‘Malvinas drilling area is as Argentine as the Obelisk’

Secretary of Malvinas Affairs Daniel Filmus has ratified Argentina’s decision to take legal actions against British oil companies “illegally” drilling off the coast of the Malvinas Islands and protect the “resources that belong to all Argentineans.”

Argentina’s complaint against the “illicit” hydrocarbon activities conducted by British firms in the disputed territories, Filmus explained, comes “in a very particular context,” only a few days after London decided to increase its military presence on “unsustainable” claims that Buenos Aires poses a “threat” to Britain.

“It increases (the military presence) because of economic and geopolitical interests of the United Kingdom in the Malvinas,” the secretary affirmed.

“Not only does not Britain comply with the 2065 resolution of the United Nations, but it also fails to abide by the 3149 resolution of the UN that says that no party can make unilateral decisions,” the ex senator pointed out adding that President Cristina Fernández de Kirchner instructed officials to defend the Argentine sovereignty, “the resources of all 40 million Argentineans.”

According to Filmus, the British increasing the military budget in Malvinas Islands “has no sense” since the resource-rich archipelago “is the most militarized place in the world,” accounting for a British budget of 60 million pounds annually “now taken to 200 million pound for the next ten years” to protect a “military base” in an area, the South Atlantic, that has been declared a zone peace, free of nuclear weapons.

“Provocations over the past days have been on the British side,” Daniel Filmus said.

“We are in Buenos Aires City downtown, two or three blocs away from the Obelisk. The place where they are drilling is as Argentine as the Obelisk. That is why we can not allow them to take Argentineans’ resources. They are exploiting a region with Argentine sovereignty… no progress is made in dialogue because the United Kingdom rejects it.”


TASK GOAL:
Retype the whole listing that follows, line for line.

MATERIAL SUPPLIED:
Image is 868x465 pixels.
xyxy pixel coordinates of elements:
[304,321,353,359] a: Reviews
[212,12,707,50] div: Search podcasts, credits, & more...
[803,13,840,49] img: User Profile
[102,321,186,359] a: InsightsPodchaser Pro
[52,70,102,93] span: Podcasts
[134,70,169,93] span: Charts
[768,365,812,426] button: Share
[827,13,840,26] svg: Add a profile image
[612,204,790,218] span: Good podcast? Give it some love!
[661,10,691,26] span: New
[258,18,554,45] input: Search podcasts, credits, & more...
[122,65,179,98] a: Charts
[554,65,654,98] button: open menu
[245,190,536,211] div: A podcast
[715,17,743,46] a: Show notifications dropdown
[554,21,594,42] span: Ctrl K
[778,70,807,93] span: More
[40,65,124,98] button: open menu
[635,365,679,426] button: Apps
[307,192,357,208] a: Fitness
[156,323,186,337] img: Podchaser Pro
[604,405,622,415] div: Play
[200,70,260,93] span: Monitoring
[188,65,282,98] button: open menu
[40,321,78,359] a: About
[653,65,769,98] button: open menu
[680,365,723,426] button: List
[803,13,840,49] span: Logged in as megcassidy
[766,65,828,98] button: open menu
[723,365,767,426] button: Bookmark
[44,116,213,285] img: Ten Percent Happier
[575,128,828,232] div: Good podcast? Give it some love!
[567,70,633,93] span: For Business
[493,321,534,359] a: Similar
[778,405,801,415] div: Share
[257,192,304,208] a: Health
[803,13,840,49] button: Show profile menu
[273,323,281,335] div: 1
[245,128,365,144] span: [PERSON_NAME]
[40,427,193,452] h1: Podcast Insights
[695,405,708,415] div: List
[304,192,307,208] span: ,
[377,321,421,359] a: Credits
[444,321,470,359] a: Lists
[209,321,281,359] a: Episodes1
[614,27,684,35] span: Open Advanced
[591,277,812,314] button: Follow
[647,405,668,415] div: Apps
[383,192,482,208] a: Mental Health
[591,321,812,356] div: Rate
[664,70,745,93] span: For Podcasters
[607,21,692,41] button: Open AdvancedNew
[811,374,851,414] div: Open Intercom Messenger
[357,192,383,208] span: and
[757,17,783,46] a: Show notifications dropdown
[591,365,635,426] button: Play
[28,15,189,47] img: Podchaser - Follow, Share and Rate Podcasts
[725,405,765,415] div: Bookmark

WRITTEN ANSWER:
Image is 868x465 pixels.
xyxy pixel coordinates of elements:
[304,321,353,359] a: Reviews
[212,12,707,50] div: Search podcasts, credits, & more...
[803,13,840,49] img: User Profile
[102,321,186,359] a: InsightsPodchaser Pro
[52,70,102,93] span: Podcasts
[134,70,169,93] span: Charts
[768,365,812,426] button: Share
[827,13,840,26] svg: Add a profile image
[612,204,790,218] span: Good podcast? Give it some love!
[661,10,691,26] span: New
[258,18,554,45] input: Search podcasts, credits, & more...
[122,65,179,98] a: Charts
[554,65,654,98] button: open menu
[245,190,536,211] div: A podcast
[715,17,743,46] a: Show notifications dropdown
[554,21,594,42] span: Ctrl K
[778,70,807,93] span: More
[40,65,124,98] button: open menu
[635,365,679,426] button: Apps
[307,192,357,208] a: Fitness
[156,323,186,337] img: Podchaser Pro
[604,405,622,415] div: Play
[200,70,260,93] span: Monitoring
[188,65,282,98] button: open menu
[40,321,78,359] a: About
[653,65,769,98] button: open menu
[680,365,723,426] button: List
[803,13,840,49] span: Logged in as megcassidy
[766,65,828,98] button: open menu
[723,365,767,426] button: Bookmark
[44,116,213,285] img: Ten Percent Happier
[575,128,828,232] div: Good podcast? Give it some love!
[567,70,633,93] span: For Business
[493,321,534,359] a: Similar
[778,405,801,415] div: Share
[257,192,304,208] a: Health
[803,13,840,49] button: Show profile menu
[273,323,281,335] div: 1
[245,128,365,144] span: [PERSON_NAME]
[40,427,193,452] h1: Podcast Insights
[695,405,708,415] div: List
[304,192,307,208] span: ,
[377,321,421,359] a: Credits
[444,321,470,359] a: Lists
[209,321,281,359] a: Episodes1
[614,27,684,35] span: Open Advanced
[591,277,812,314] button: Follow
[647,405,668,415] div: Apps
[383,192,482,208] a: Mental Health
[591,321,812,356] div: Rate
[664,70,745,93] span: For Podcasters
[607,21,692,41] button: Open AdvancedNew
[811,374,851,414] div: Open Intercom Messenger
[357,192,383,208] span: and
[757,17,783,46] a: Show notifications dropdown
[591,365,635,426] button: Play
[28,15,189,47] img: Podchaser - Follow, Share and Rate Podcasts
[725,405,765,415] div: Bookmark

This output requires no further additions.